Ashley Greene is ready to throw down in a real-life butter sculpting contest.
“I was probably one of the only ones on set who didn’t get to carve,” laments the 25-year-old beauty. In “Butter,” opening Oct. 5, she plays a small-town teen mortified by her parents (Jennifer Garner and Ty Burrell), who win Iowa’s butter-sculpting title every year.
“I am actively working on getting someone to compete with me on a show or something, because I need to fit in with the rest of the cast,” she says, perched in a sun-drenched suite on the seventh floor of Soho’s Crosby Street Hotel.“Everyone else said it was such a pleasure, but I never got around to doing it.”
Perhaps she was too busy spreading the love with comely co-star Olivia Wilde. The two share a steamy sex scene in a clip that has even non-Twihard fans getting hot and bothered.
“She’s my best onscreen kiss yet,” says Greene, who admits they did several takes to get the “Butter” buss down pat. “We just went for it, and it ended up being really fun.
“Not that every male didn’t want to kiss her anyways, but now, just to give them all extra motivation…yeah,” Greene grins. “She’s a very good kisser.”
The actress is sinking her teeth into even meatier roles now that her four-year stint as Bella’s (Kristen Stewart) best friend Alice Cullen in the “Twilight” saga draws to a close. “Breaking Dawn: Part 2” opens on Nov. 16.
“I have a career and a fan base, which happened almost overnight,” she marvels, remembering how she pounded the pavement and tried modeling for rent money. Many casting directors claimed the five-foot-five Greene was too short before she was cast in 2008’s first “Twilight” installment, changing her life.
“It will be sad next year when we don’t do another one, but it’s also exciting,”Greene says. “‘Twilight’ opened up a lot of doors and opportunities, and to actually have the time to be able to go and do them is going to be nice.”
Up next: the biopic “CBGB,” where she plays Lisa, the daughter of the legendary rock club’s founder, Hilly Kristal (played by Alan Rickman). Greene says Lisa is “a lot more aggressive than any character I have played before.”
“She’s a New Yorker, and that in itself is a heavy load to take on,” adds Greene, who lives in Los Angeles. “But also, Linda is still around. I got to Skype with her, and she came to the set, and she was showing me photos and telling me stories about Hilly.”
Greene appreciated the help. “You don’t usually get to pull from the person right in front of you,” she says. “But it’s also nerve-wracking, because you want to do well by them.”
She’s afraid, however, that some of her dream roles have already been taken.
“I always wanted to do a period piece,” she says. “Unfortunately, they are very expensive. If Kirsten Dunst hadn’t already played Marie Antoinette, that would have been ideal.”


_Task instructions_
From the entries, filter out every line that lacks "will" and copy the rest.
*** Input Section Begins ***
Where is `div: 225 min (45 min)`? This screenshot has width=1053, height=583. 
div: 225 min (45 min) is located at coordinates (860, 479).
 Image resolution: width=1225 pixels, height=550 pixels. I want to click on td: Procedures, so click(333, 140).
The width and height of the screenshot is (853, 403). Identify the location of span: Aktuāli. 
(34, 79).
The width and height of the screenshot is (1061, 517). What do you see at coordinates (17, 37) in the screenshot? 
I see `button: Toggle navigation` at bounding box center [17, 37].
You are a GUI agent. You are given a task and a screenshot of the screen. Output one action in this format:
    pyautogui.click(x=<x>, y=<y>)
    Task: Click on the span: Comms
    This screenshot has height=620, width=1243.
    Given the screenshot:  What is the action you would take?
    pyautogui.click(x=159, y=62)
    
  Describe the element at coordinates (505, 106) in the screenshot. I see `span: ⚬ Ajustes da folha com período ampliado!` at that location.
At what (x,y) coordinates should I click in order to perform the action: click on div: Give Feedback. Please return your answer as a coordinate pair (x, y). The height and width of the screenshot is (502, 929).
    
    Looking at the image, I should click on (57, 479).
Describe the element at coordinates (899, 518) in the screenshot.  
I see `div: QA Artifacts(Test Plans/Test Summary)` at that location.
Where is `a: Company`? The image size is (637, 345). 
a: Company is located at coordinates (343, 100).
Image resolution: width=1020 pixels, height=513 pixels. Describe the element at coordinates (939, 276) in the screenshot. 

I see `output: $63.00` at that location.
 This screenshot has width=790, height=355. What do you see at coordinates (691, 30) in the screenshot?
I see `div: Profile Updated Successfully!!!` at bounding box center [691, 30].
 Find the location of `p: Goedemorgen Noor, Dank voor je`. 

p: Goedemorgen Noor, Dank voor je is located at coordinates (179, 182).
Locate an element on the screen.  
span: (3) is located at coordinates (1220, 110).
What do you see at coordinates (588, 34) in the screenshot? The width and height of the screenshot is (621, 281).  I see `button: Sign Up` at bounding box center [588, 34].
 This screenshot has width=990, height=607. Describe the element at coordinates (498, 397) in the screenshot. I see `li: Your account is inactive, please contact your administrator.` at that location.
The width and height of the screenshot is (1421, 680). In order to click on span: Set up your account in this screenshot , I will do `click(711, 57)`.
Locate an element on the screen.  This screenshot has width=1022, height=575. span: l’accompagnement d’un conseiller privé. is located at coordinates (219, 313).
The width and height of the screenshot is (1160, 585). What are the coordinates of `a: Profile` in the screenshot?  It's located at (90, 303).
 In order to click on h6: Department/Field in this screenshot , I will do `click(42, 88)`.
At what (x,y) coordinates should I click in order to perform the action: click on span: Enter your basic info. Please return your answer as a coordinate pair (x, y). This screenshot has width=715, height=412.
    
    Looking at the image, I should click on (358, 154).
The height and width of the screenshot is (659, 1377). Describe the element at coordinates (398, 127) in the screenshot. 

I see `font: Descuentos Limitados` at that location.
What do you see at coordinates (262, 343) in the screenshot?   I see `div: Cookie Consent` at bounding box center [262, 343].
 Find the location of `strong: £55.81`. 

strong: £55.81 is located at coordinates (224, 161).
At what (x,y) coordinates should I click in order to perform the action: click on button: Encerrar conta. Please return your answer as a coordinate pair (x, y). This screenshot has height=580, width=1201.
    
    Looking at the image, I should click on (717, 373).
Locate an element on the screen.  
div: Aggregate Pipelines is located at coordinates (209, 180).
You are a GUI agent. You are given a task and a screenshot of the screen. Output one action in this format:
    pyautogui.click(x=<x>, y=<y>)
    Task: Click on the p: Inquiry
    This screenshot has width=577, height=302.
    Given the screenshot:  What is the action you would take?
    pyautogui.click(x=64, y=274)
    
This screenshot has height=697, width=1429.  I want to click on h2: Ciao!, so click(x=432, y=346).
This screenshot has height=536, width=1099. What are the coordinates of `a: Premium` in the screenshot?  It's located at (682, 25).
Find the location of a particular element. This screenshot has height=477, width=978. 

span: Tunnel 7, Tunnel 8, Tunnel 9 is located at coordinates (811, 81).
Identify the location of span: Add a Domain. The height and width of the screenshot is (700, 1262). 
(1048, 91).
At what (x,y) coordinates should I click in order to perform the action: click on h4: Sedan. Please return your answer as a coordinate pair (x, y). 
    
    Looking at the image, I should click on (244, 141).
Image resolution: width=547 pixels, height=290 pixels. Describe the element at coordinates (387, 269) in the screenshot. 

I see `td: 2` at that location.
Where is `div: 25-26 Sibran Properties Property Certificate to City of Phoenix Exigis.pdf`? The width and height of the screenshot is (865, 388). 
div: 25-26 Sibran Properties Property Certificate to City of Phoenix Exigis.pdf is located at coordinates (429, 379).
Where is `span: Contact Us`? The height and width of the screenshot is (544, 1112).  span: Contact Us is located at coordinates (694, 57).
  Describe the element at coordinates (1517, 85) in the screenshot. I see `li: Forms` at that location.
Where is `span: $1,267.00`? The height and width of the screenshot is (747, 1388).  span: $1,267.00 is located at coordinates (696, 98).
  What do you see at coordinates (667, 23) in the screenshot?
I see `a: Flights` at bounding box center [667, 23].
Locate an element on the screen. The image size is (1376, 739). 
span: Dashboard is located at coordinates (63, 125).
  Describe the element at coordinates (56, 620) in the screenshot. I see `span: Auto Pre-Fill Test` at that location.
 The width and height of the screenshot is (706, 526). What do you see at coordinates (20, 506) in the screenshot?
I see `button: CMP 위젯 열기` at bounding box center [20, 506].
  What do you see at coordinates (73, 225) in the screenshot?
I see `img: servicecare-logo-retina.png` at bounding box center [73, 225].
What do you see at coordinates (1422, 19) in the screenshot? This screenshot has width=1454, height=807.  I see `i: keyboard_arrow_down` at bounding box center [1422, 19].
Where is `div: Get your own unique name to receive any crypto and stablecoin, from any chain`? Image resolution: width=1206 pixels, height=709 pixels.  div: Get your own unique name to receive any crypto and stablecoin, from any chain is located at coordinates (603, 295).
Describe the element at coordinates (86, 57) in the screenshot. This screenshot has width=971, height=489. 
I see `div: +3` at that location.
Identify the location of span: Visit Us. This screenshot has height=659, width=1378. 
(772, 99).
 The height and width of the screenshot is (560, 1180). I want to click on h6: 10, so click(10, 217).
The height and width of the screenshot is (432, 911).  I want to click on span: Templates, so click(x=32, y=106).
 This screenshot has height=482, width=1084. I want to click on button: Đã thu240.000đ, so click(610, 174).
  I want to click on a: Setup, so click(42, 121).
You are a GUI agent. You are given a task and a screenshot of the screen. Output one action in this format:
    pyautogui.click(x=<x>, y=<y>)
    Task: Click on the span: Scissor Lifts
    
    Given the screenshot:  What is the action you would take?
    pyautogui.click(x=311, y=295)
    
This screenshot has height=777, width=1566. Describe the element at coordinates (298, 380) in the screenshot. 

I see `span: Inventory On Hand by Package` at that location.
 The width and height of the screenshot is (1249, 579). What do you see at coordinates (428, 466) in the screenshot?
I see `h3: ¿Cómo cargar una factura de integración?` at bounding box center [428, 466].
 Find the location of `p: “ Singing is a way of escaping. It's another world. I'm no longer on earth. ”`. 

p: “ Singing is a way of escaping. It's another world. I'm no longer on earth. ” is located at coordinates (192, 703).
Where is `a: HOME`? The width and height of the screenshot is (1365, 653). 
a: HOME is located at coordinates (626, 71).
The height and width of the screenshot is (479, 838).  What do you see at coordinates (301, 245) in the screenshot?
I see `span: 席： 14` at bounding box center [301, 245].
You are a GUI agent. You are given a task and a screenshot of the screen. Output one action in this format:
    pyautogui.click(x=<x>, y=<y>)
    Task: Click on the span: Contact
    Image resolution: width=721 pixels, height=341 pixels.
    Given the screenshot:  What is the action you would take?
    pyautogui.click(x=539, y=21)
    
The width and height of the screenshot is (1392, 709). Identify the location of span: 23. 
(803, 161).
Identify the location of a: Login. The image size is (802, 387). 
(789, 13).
*** Input Section Ends ***
_Result_
The width and height of the screenshot is (1421, 680). In order to click on span: Set up your account in this screenshot , I will do `click(711, 57)`.
 In order to click on h6: Department/Field in this screenshot , I will do `click(42, 88)`.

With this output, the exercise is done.